Scholars mostly agree on the notion of platform
ecosystem defined as “collectives of organizations that
are interlinked by a reciprocal interest in the prosperity
of a digital platform for materializing their own product
or service” [3]. Organizational economics literature
refers to platform ecosystems as “two-sided markets”,
“multi-sided markets”, or “multi-sided platforms” [2].
Armstrong [22] defines two-sided markets as “markets
involving two groups of agents interacting via
‘platforms’ where one group's benefit from joining a
platform depends on the size of the other group that
joins the platform”. Consequently, a phenomenon
whereby a product or service gains additional value as
more users use it, is called the network effect [23].
The body of knowledge on inter-organizational
networks [23]–[25], business and platform ecosystems
suggests that the focus on a pair or a network of firms
helps to explain different outcomes of firms’ in a given
industry.

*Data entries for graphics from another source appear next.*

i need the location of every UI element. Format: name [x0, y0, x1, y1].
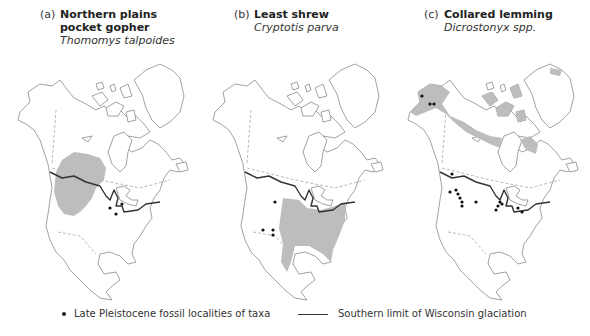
fossil-locality-dot	[460, 200, 463, 203]
legend-fossil-localities: Late Pleistocene fossil localities of ta…	[62, 308, 270, 319]
fossil-locality-dot	[516, 206, 519, 209]
scientific-name: Cryptotis parva	[254, 21, 339, 34]
map-panel-c	[390, 40, 590, 302]
legend-glaciation: Southern limit of Wisconsin glaciation	[298, 308, 527, 319]
fossil-dot-icon	[62, 312, 66, 316]
fossil-locality-dot	[460, 204, 463, 207]
panel-letter: (b)	[234, 8, 250, 21]
panel-letter: (c)	[424, 8, 439, 21]
fossil-locality-dot	[454, 188, 457, 191]
map-panel-a	[0, 40, 200, 302]
fossil-locality-dot	[496, 204, 499, 207]
fossil-locality-dot	[271, 233, 274, 236]
fossil-locality-dot	[120, 202, 123, 205]
fossil-locality-dot	[456, 192, 459, 195]
fossil-locality-dot	[428, 102, 431, 105]
legend-fossil-label: Late Pleistocene fossil localities of ta…	[74, 308, 270, 319]
fossil-locality-dot	[520, 210, 523, 213]
fossil-locality-dot	[500, 202, 503, 205]
fossil-locality-dot	[261, 228, 264, 231]
fossil-locality-dot	[450, 172, 453, 175]
fossil-locality-dot	[474, 200, 477, 203]
common-name: Least shrew	[254, 8, 329, 21]
panel-letter: (a)	[40, 8, 55, 21]
fossil-locality-dot	[271, 228, 274, 231]
common-name: Northern plains pocket gopher	[60, 8, 170, 34]
fossil-locality-dot	[420, 94, 423, 97]
fossil-locality-dot	[448, 190, 451, 193]
common-name: Collared lemming	[444, 8, 553, 21]
glaciation-line-icon	[298, 314, 328, 315]
fossil-locality-dot	[458, 196, 461, 199]
fossil-locality-dot	[273, 200, 276, 203]
map-panel-b	[195, 40, 395, 302]
fossil-locality-dot	[114, 212, 117, 215]
fossil-locality-dot	[108, 206, 111, 209]
fossil-locality-dot	[432, 102, 435, 105]
north-america-outline	[213, 64, 383, 300]
legend-glaciation-label: Southern limit of Wisconsin glaciation	[338, 308, 527, 319]
fossil-locality-dot	[494, 208, 497, 211]
scientific-name: Dicrostonyx spp.	[444, 21, 536, 34]
north-america-outline	[18, 64, 188, 300]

We follow the relational view theoretical
traditions [25] that stresses the idiosyncratic inter-firm
linkages. This perspective helps us to focus on non-focal
actors’ roles in platform ecosystem by interpreting their
relations and views towards the platform and its
orchestrators.
2.3. Research Problem and Questions
A growing stream of research have investigated the
value co-creation mechanisms of non-focal ISVs.

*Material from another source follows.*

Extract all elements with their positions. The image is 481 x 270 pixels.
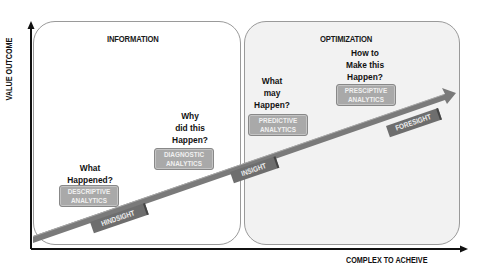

Platform ecosystems are emerging ubiquitously, across
industries and domains, not being limited to software
add-on development scenarios. As digitalization
progresses, it affects the processes of products and
services creation, and strengthening the role of software
overall. The number of non-focal platform-utilizing
firms usually outnumber the platforms - this is the
characteristic of multi-sided markets [2]. The lack of
theoretical and analytical models tackling
organizations’ dependencies to various platforms and
infrastructures indicates insufficient understanding of
such phenomenon, consequently making it an important
research direction.
To address the research gaps, we formed the
following research questions to study:
“How do the changes in the platform ecosystem
affects non-focal firms? How can the non-focal actor
relations towards the dominating platform be
characterized? ” To answer these two questions, we
engage in case studies of seven Finnish organizations
that utilize BankID electronic identity management
(eIDM) platform. We inspect the dependency relations
to the monopolistic BankID platform and investigate the
roles that our case-firms have in that ecosystem.
3. Research Process
This research followed the exploratory case study
design [26]. The holistic case study design is the most
appropriate strategy when a single unit of analysis is
studied within multiple cases [27]. The case study
revolved around our perspective on the phenomenon:
we took the interviewees’ views towards the platform
dependency as a unit of analysis within each case-
company individually. The study design and context are
presented in the following sections.
3.1. Research Site: Platform Dominance
The Finnish electronic Identity Management (eIDM)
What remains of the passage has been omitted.